How to structure a winning proposal

Proposals · 4 min read

A field-tested running order for client proposals — what each section does, where to put price, and how to make accepting feel like the obvious next step.

A proposal is not a brochure and it is not a contract. It is the document that moves a prospect from interested to committed, and most lose because they are organised around the seller instead of the buyer. They open with a company history, bury the price on page seven, and leave the client guessing about what happens next. A winning proposal does the opposite: it reflects the client's problem back at them, shows a credible path to the outcome, and makes the price feel earned by the time they reach it. The order of the sections does a surprising amount of that work for you.

Open with their problem, not your résumé

The first thing a client should read is a tight restatement of where they are and where they want to be — in their words, from the call you just had. Two or three sentences is plenty. This does two jobs: it proves you listened, and it frames everything that follows as a response to a real need rather than a generic pitch. Save your credentials for later; right now the client cares whether you understood them, not how many awards you have won.

The seven sections that carry the weight

Most strong proposals are built from the same handful of sections, in roughly this order. You can drag them around to suit the job, but this sequence keeps the reader moving toward yes.

  1. Cover — project name, client name, your name, and a date. Quiet and professional; this is the handshake.

  2. The problem / context — your restatement of their situation and the outcome you both want.

  3. Scope of work — the approach in plain language. What you will actually do, and how you will work.

  4. Deliverables — the concrete things they receive, as a list they can point to and check off.

  5. Timeline — phases or milestones with realistic dates, including what you need from them and when.

  6. Pricing — the investment, structured so the options are clear (more on this below).

  7. Terms & next step — payment schedule, what is excluded, and exactly how to accept.

In Kliently's proposal builder these are drag-to-reorder sections — cover, scope, deliverables, timeline, terms — so you can match the running order to the deal instead of fighting a fixed template.

Put price after value, never before

The single most common structural mistake is showing the number before the reader understands what it buys. A price that arrives after a clear scope and a tangible deliverables list reads as fair; the same number on page one reads as expensive. By the time a client reaches your pricing table, they should already be nodding along. Then the table simply confirms a decision they have half-made, rather than asking them to evaluate cost in a vacuum.

Be specific about what you are not doing

Scope creep usually starts with an honest misunderstanding, and you prevent it on the page. A short exclusions list — "this proposal does not include X, Y, or Z; those can be added as a separate phase" — protects the relationship as much as it protects your margin. Clients respect the clarity, and you give yourself a clean reference point when a new request appears mid-project.

  • Number of revisions included, and what counts as a revision versus a new request.

  • Assets, content, or access the client is responsible for supplying.

  • Work that is explicitly out of scope and quotable later.

  • Assumptions you are making about timelines, approvals, or third parties.

Make the timeline a shared commitment

A timeline is not just your delivery dates — it is also a list of the decisions and inputs you need from the client to hit them. Framing it this way sets a quiet expectation that the project's pace depends on both of you. Tie each phase to a deliverable so progress is visible, and avoid promising a date you cannot defend if the kickoff slips by a week.

End with one obvious next step

The close is where good proposals leak. If accepting means replying to an email, finding a signature, and arranging a deposit, you have added friction at the exact moment momentum matters most. Reduce it to a single action. When a Kliently proposal moves from sent to viewed to accepted, the client accepts in one click — their name, email, drawn signature, IP, and timestamp are captured automatically, and the proposal can auto-create the contract the instant it is accepted. There is nothing for the client to chase and nothing for you to assemble by hand.

Save the structure once you find what works

The proposals that win tend to share a shape. When one lands, save it as a template so the next one starts from a proven skeleton instead of a blank page. You keep the structure and swap the specifics — which is most of the work, done once. The goal is a repeatable running order you trust, so your energy goes into the parts that are genuinely different about each client.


▶ **Task prompt**
Every entry must be set down exactly in the answer; no pictures should appear.

▶ **Supplied material**

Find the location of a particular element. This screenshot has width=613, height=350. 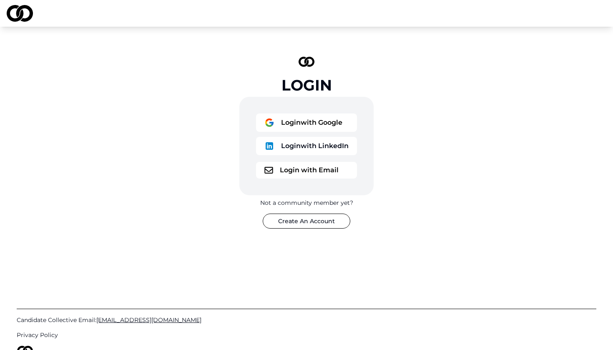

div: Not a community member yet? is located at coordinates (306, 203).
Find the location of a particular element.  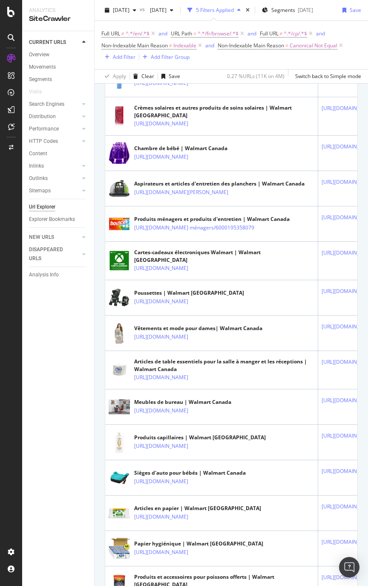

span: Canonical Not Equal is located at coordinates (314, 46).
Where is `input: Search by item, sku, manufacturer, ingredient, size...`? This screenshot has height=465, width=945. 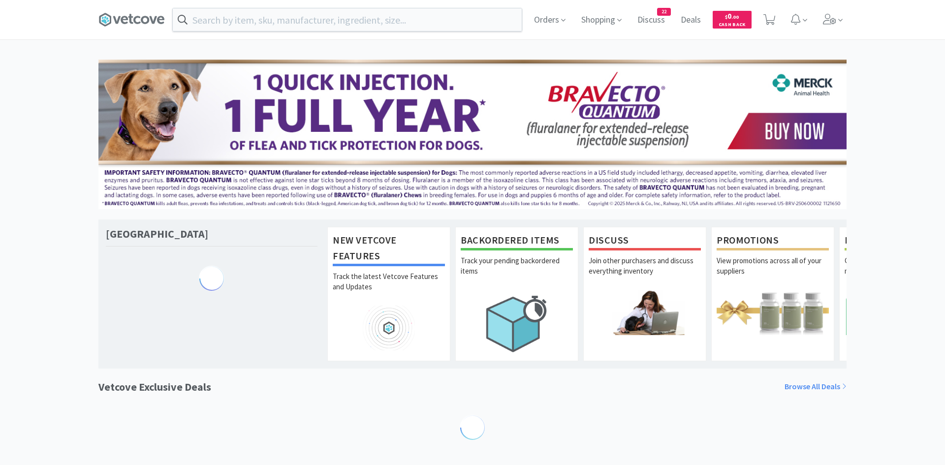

▶ **Reply to the exercise**
Find the location of a particular element. This screenshot has width=613, height=350. 

div: Not a community member yet? is located at coordinates (306, 203).
Find the location of a particular element.  

span: Canonical Not Equal is located at coordinates (314, 46).
Where is `input: Search by item, sku, manufacturer, ingredient, size...`? This screenshot has height=465, width=945. 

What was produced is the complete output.